Healthy Buildings for People: Multi-scaled Approach for Improving Indoor Air Quality
The unprecedented coronavirus pandemic has infected more than 620 million people and taken over 6 million lives globally. The most common way COVID-19 is transmitted is from one person to another through small airborne particles. Indoor air quality research is paramount to moving forward and keeping people safe and businesses open. Syracuse University has been collaborating with Carrier Corporation to develop indoor air quality (IAQ) strategies that help to meet the current challenges of living, working and traveling in indoor spaces during a pandemic and better prepare for possible future epidemics and pandemics.

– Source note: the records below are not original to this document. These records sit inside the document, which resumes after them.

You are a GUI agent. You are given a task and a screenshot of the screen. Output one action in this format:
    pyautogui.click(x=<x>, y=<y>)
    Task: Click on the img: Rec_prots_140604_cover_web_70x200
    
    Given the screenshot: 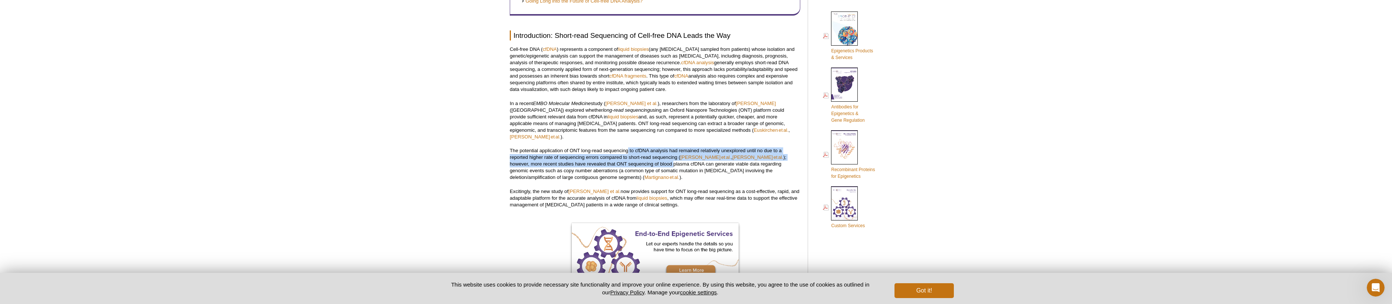 What is the action you would take?
    pyautogui.click(x=845, y=147)
    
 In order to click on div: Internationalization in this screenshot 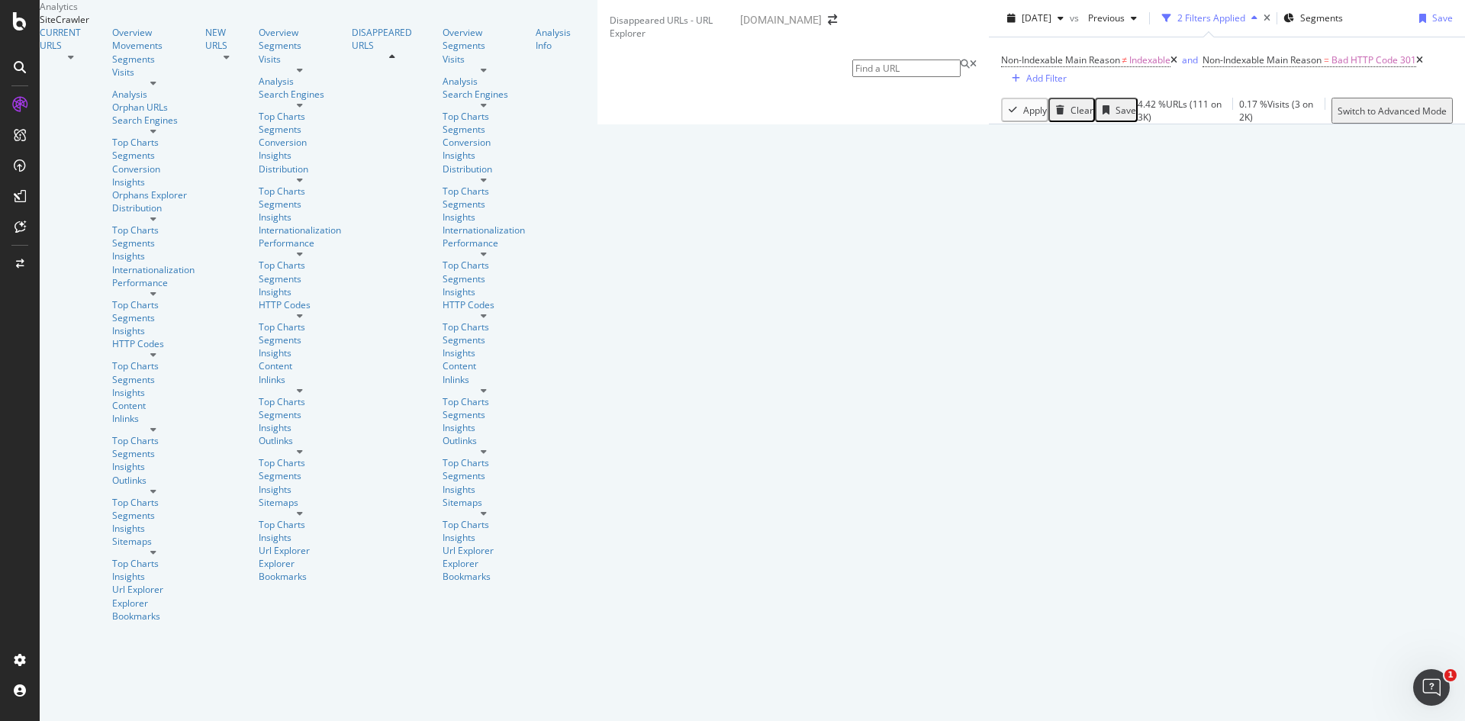, I will do `click(153, 269)`.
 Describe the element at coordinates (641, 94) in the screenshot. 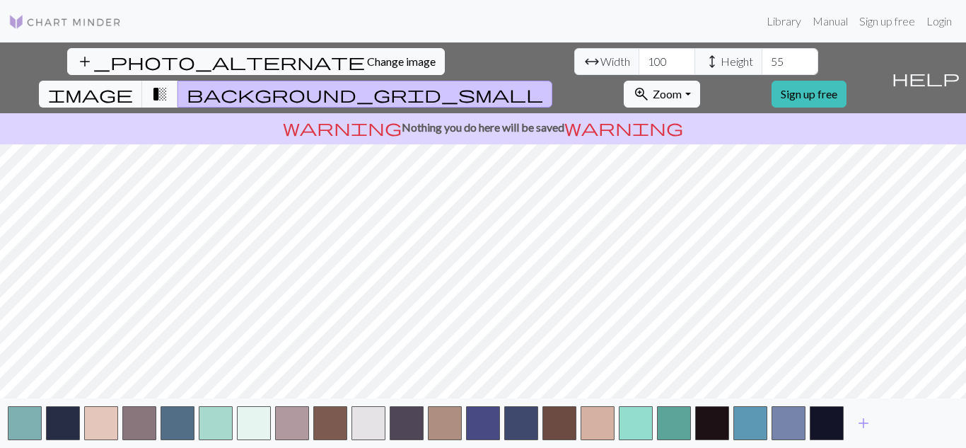

I see `span: zoom_in` at that location.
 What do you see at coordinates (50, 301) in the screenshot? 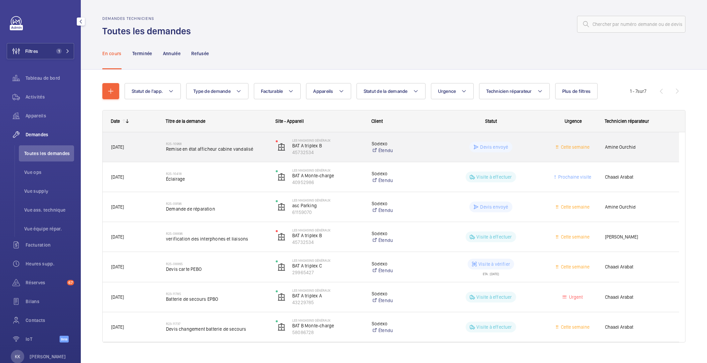
I see `span: Bilans` at bounding box center [50, 301].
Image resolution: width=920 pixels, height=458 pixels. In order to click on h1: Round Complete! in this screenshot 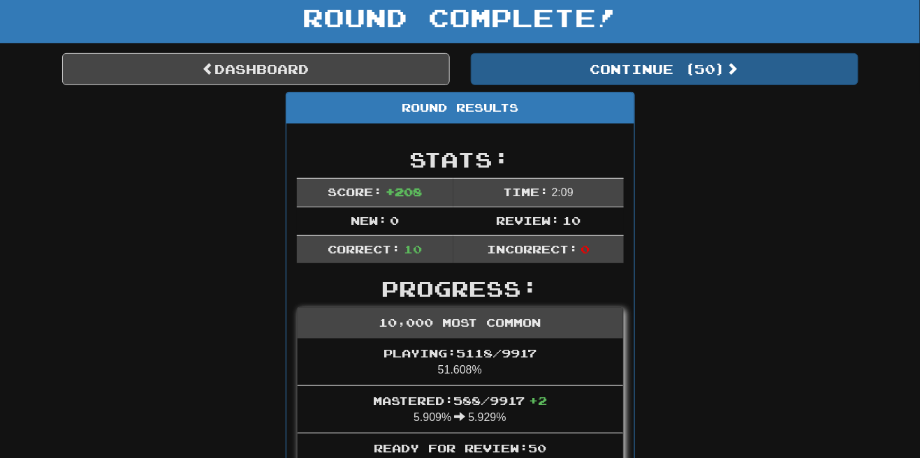, I will do `click(460, 17)`.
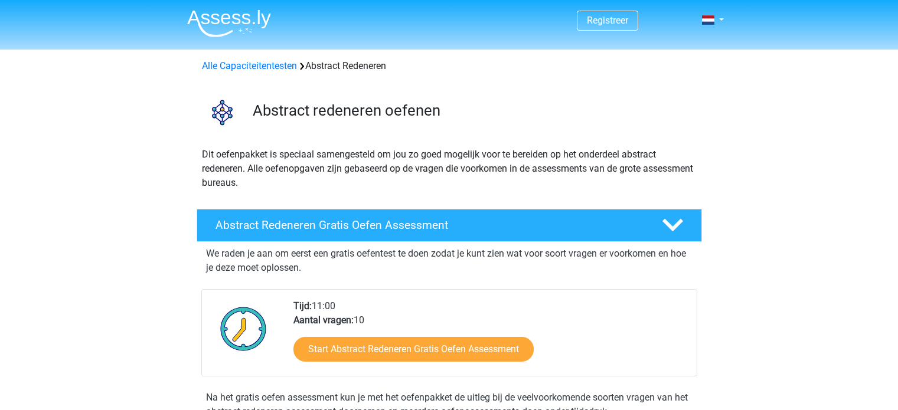  What do you see at coordinates (302, 306) in the screenshot?
I see `b: Tijd:` at bounding box center [302, 306].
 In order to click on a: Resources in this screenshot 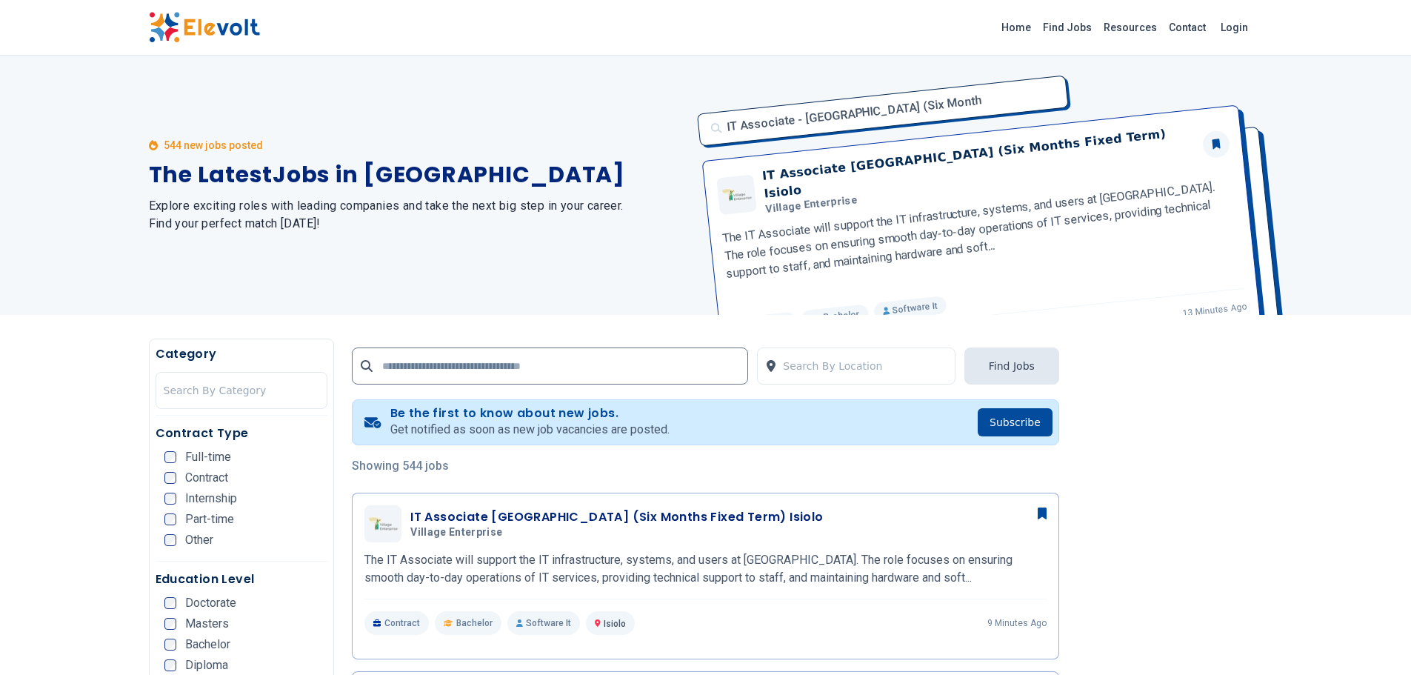, I will do `click(1130, 27)`.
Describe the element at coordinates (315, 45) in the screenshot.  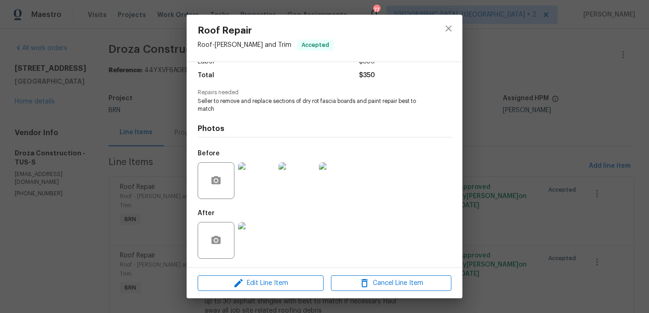
I see `span: Accepted` at that location.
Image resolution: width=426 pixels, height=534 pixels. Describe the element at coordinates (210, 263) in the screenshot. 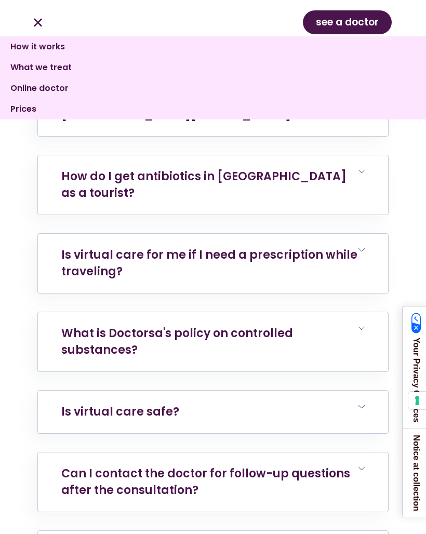

I see `a: Is virtual care for me if I need a prescription while traveling?` at that location.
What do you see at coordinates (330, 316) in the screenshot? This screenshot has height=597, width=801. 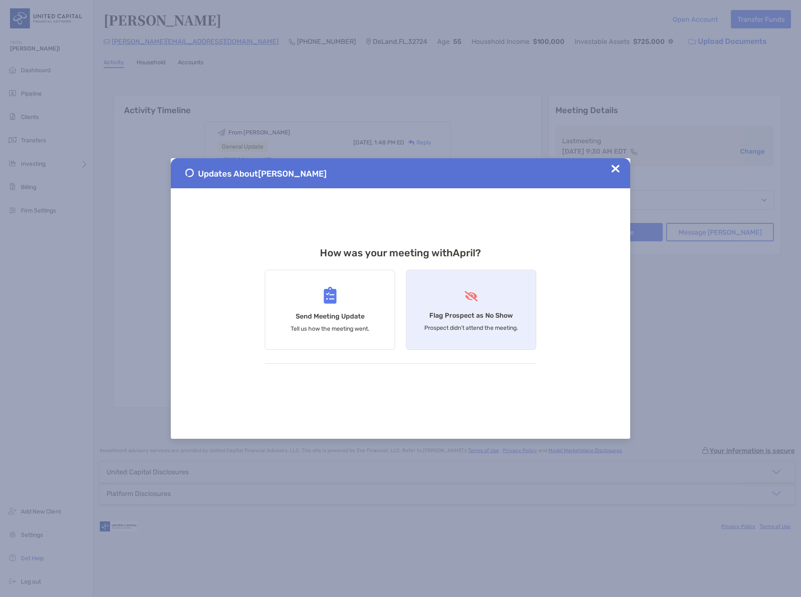 I see `h4: Send Meeting Update` at bounding box center [330, 316].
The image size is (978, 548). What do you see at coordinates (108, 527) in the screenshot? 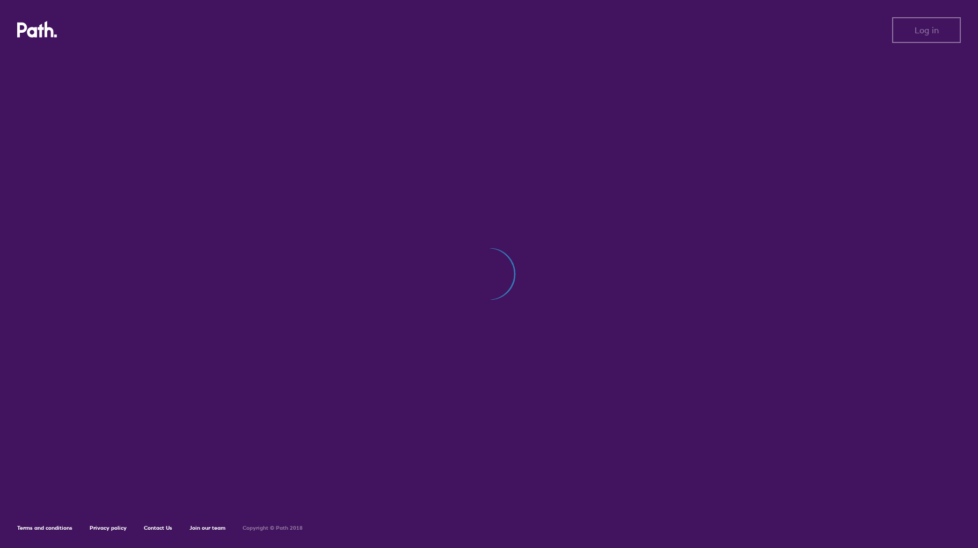
I see `a: Privacy policy` at bounding box center [108, 527].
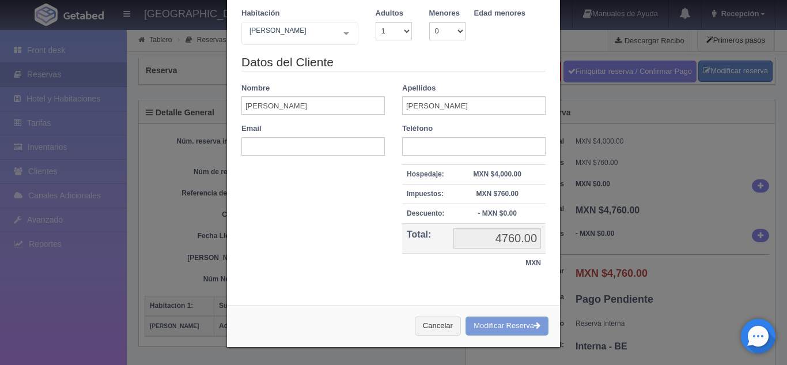  I want to click on label: Menores, so click(444, 13).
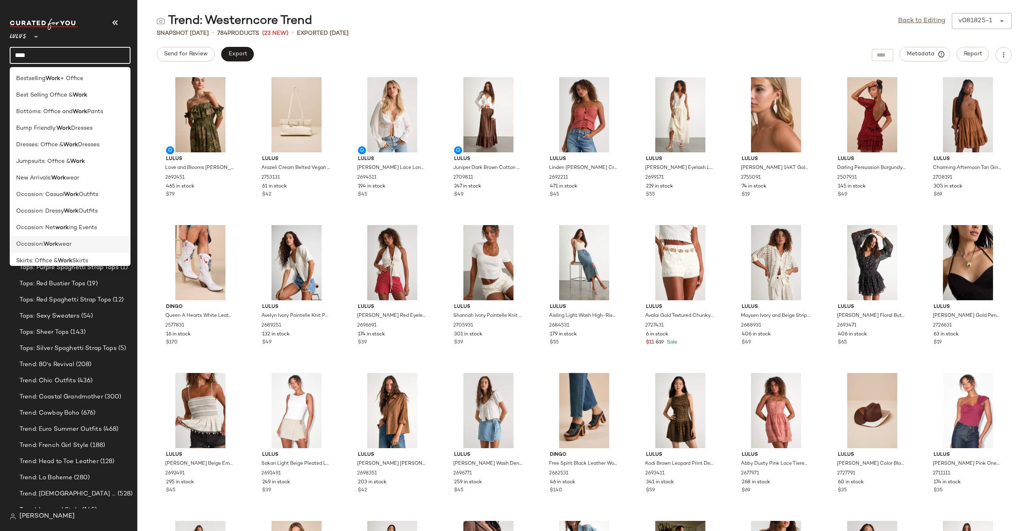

This R&T forum will introduce Carrier’s Healthy Building Program, and the important collaborative research with Syracuse University that will contribute to the design of risk mitigation and IAQ strategies – while considering effectiveness, cost and scale. These findings contribute to standards, guidelines and best practices needed to develop effective and sustainable strategies. These include multi-scale IAQ control strategies at building, room, personal and breathing-zone levels and consider outdoor ventilation, filtration systems, air distribution and cleaning methods, personal ventilation and masks.
Presentations
Michael Birnkrant: Carrier’s Healthy Building Program: Challenges and opportunities when focusing on people
Jianshun “Jensen” Zhang: Multiscale strategies for improving IAQ and reducing the risk of infectious disease transmission
Jianshun Zhang, Executive Director, Syracuse Center of Excellence in Environmental and Energy Systems
Dr. Zhang has more than 30 years of research experience in built environmental systems (BES) and is a professor of mechanical and aerospace engineering in the College of Engineering & Computer Science at Syracuse University. He is one of three co-leaders of the University’s Energy and Environment research cluster and leads the Heathy and Intelligent Built Environments subcluster. Zhang also serves as the director of the Building Energy and Environmental Systems Laboratory at Syracuse University.
Michael Birnkrant, Associate Director, Healthy Building Engineering Lead
Dr. Michael Birnkrant leads Carrier’s Indoor Air Quality group, pioneering new HVAC solutions to improve human health in buildings, recently delivering a layered strategy for pandemic resilience in buildings. Mike earned a bachelor’s degree from Rutgers University and doctorate degree from Drexel University.